“And here may I speak of what may be written about you? Never be either elated by good notices or dejected by bad ones. If you have failed in a part you will be quite aware of the fact, and to be told so in print, although a little humiliating, is something which the greatest actors have had to put up with, so why worry? If you have been savagely attacked take it philosophically. To be praised of course is very pleasant, but only get really excited about it if the writer of a good notice is someone on whose opinion you set great score. A certain section of these gentlemen endeavour in their notices to be thought extremely clever themselves (Kenneth Tynan perhaps?) and, this being so, only the minority are to be taken as profound and unbiased experts.”
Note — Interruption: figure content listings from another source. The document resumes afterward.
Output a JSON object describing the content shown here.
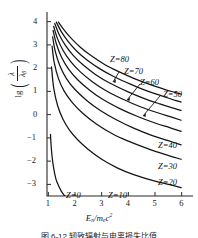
{
  "chart_data": {
    "type": "line",
    "title": "",
    "xlabel": "E_n/m_e c^2",
    "ylabel": "lg(lambda / lambda_beta)",
    "xlim": [
      0.95,
      6.35
    ],
    "ylim": [
      -3.5,
      4.2
    ],
    "grid": false,
    "legend_position": "inline-annotations",
    "xticks": [
      1,
      2,
      3,
      4,
      5,
      6
    ],
    "yticks": [
      4,
      3,
      2,
      1,
      0,
      -1,
      -2,
      -3
    ],
    "series": [
      {
        "name": "Z = 0",
        "label": "Z=0",
        "x": [
          1.08,
          1.1,
          1.14,
          1.2,
          1.28,
          1.38,
          1.48,
          1.56,
          1.62
        ],
        "y": [
          -0.85,
          -1.25,
          -1.8,
          -2.3,
          -2.75,
          -3.05,
          -3.28,
          -3.42,
          -3.5
        ]
      },
      {
        "name": "Z = 10",
        "label": "Z=10",
        "x": [
          1.12,
          1.2,
          1.35,
          1.55,
          1.8,
          2.1,
          2.5,
          3.0,
          3.6,
          4.2,
          4.9,
          5.5,
          5.98
        ],
        "y": [
          2.05,
          1.15,
          0.38,
          -0.2,
          -0.68,
          -1.08,
          -1.5,
          -1.92,
          -2.3,
          -2.58,
          -2.83,
          -3.0,
          -3.14
        ]
      },
      {
        "name": "Z = 20",
        "label": "Z=20",
        "x": [
          1.14,
          1.22,
          1.38,
          1.6,
          1.9,
          2.3,
          2.8,
          3.4,
          4.0,
          4.7,
          5.4,
          5.98
        ],
        "y": [
          2.95,
          2.25,
          1.55,
          1.0,
          0.52,
          0.05,
          -0.4,
          -0.82,
          -1.14,
          -1.45,
          -1.72,
          -1.92
        ]
      },
      {
        "name": "Z = 30",
        "label": "Z=30",
        "x": [
          1.16,
          1.26,
          1.44,
          1.68,
          2.0,
          2.45,
          2.95,
          3.55,
          4.2,
          4.9,
          5.5,
          5.98
        ],
        "y": [
          3.35,
          2.72,
          2.08,
          1.55,
          1.08,
          0.6,
          0.18,
          -0.22,
          -0.58,
          -0.9,
          -1.12,
          -1.3
        ]
      },
      {
        "name": "Z = 40",
        "label": "Z=40",
        "x": [
          1.18,
          1.3,
          1.5,
          1.76,
          2.1,
          2.55,
          3.05,
          3.7,
          4.35,
          5.0,
          5.55,
          5.98
        ],
        "y": [
          3.62,
          3.05,
          2.46,
          1.96,
          1.5,
          1.05,
          0.65,
          0.25,
          -0.08,
          -0.36,
          -0.56,
          -0.72
        ]
      },
      {
        "name": "Z = 50",
        "label": "Z=50",
        "x": [
          1.2,
          1.34,
          1.56,
          1.84,
          2.2,
          2.65,
          3.15,
          3.8,
          4.45,
          5.1,
          5.6,
          5.98
        ],
        "y": [
          3.8,
          3.28,
          2.75,
          2.28,
          1.84,
          1.42,
          1.04,
          0.66,
          0.34,
          0.08,
          -0.1,
          -0.24
        ]
      },
      {
        "name": "Z = 60",
        "label": "Z=60",
        "x": [
          1.24,
          1.4,
          1.64,
          1.94,
          2.32,
          2.78,
          3.3,
          3.95,
          4.58,
          5.18,
          5.62,
          5.98
        ],
        "y": [
          3.92,
          3.46,
          2.98,
          2.54,
          2.12,
          1.72,
          1.36,
          1.0,
          0.7,
          0.46,
          0.3,
          0.18
        ]
      },
      {
        "name": "Z = 70",
        "label": "Z=70",
        "x": [
          1.3,
          1.48,
          1.74,
          2.06,
          2.45,
          2.92,
          3.45,
          4.1,
          4.7,
          5.28,
          5.68,
          5.98
        ],
        "y": [
          3.98,
          3.58,
          3.15,
          2.74,
          2.35,
          1.98,
          1.64,
          1.3,
          1.02,
          0.8,
          0.64,
          0.54
        ]
      },
      {
        "name": "Z = 80",
        "label": "Z=80",
        "x": [
          1.38,
          1.58,
          1.86,
          2.2,
          2.6,
          3.08,
          3.62,
          4.25,
          4.85,
          5.38,
          5.74,
          5.98
        ],
        "y": [
          3.98,
          3.66,
          3.28,
          2.9,
          2.54,
          2.18,
          1.86,
          1.54,
          1.28,
          1.08,
          0.96,
          0.88
        ]
      }
    ],
    "annotations": [
      {
        "text": "Z=80",
        "x_px": 110,
        "y_px": 54,
        "leader": false
      },
      {
        "text": "Z=70",
        "x_px": 124,
        "y_px": 66,
        "leader": true
      },
      {
        "text": "Z=60",
        "x_px": 140,
        "y_px": 77,
        "leader": true
      },
      {
        "text": "Z=50",
        "x_px": 163,
        "y_px": 89,
        "leader": true
      },
      {
        "text": "Z=40",
        "x_px": 158,
        "y_px": 140,
        "leader": false
      },
      {
        "text": "Z=30",
        "x_px": 158,
        "y_px": 161,
        "leader": false
      },
      {
        "text": "Z=20",
        "x_px": 158,
        "y_px": 177,
        "leader": false
      },
      {
        "text": "Z=10",
        "x_px": 108,
        "y_px": 190,
        "leader": false
      },
      {
        "text": "Z=0",
        "x_px": 66,
        "y_px": 190,
        "leader": false
      }
    ]
  },
  "axes": {
    "ylabel_prefix": "lg",
    "ylabel_numerator": "λ",
    "ylabel_denominator": "λ",
    "ylabel_denominator_sub": "β",
    "xlabel_main": "E",
    "xlabel_main_sub": "n",
    "xlabel_div": "/m",
    "xlabel_div_sub": "e",
    "xlabel_c": "c",
    "xlabel_c_sup": "2",
    "xtick_labels": [
      "1",
      "2",
      "3",
      "4",
      "5",
      "6"
    ],
    "ytick_labels": [
      "4",
      "3",
      "2",
      "1",
      "0",
      "−1",
      "−2",
      "−3"
    ]
  },
  "style": {
    "curve_color": "#141414",
    "axis_color": "#2a2a2a",
    "background": "#ffffff"
  },
  "caption": {
    "text": "图 6-12  轫致辐射与电离损失比值"
  }
}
Admittedly Seymour Hicks here is discussing performance, and as a stage performer I have always been fortunate enough to have been treated kindly by the critics but, as a playwright, that is an entirely different matter. I have had two plays put on in London and twice the critics with hardly an exception have given the play a thorough mauling so I think I know how an actor would feel getting the same treatment. I am writing this after my previous remarks about the actress playing Mrs Barrie in the movie “Finding Neverland”. Stage performances are ephemeral: if you’re bad in a play it can be for the most part forgotten, certainly never resurrected; film unfortunately is not and if you have been pretty rotten it is there for keeps. I was never much good at acting for film until very very late in life when I was cast as a murdering paedophile in a BBC docu-drama “The Lost Boys”. Fortunately all the parts I had in film and television up to that point were small so did not attract the attention of any critic, clever or otherwise.
Things got so bad with the critics that at one point The Royal Court in London threatened to ban them from the theatre. This set up howls of outrage and cries of depriving journalists of their livelihood. What do critics think they do in turn when the boot is on their foot? Those who have read my autobiography “No Official Umbrella” will know a whole chapter is devoted to my play “The 88” which was produced at The Old Vic thirty years ago. It took fourteen years after completion for it to be produced and it came off in fourteen nights thanks to the critics. And was it the play that was at fault? Was it really as bad as they made it out to be? Judging by audience reaction I would say not, but it was most certainly the subject t matter they took objection to – this was not fair on the play itself and, as Douglas sometimes reminds me, even after thirty years it still hurts.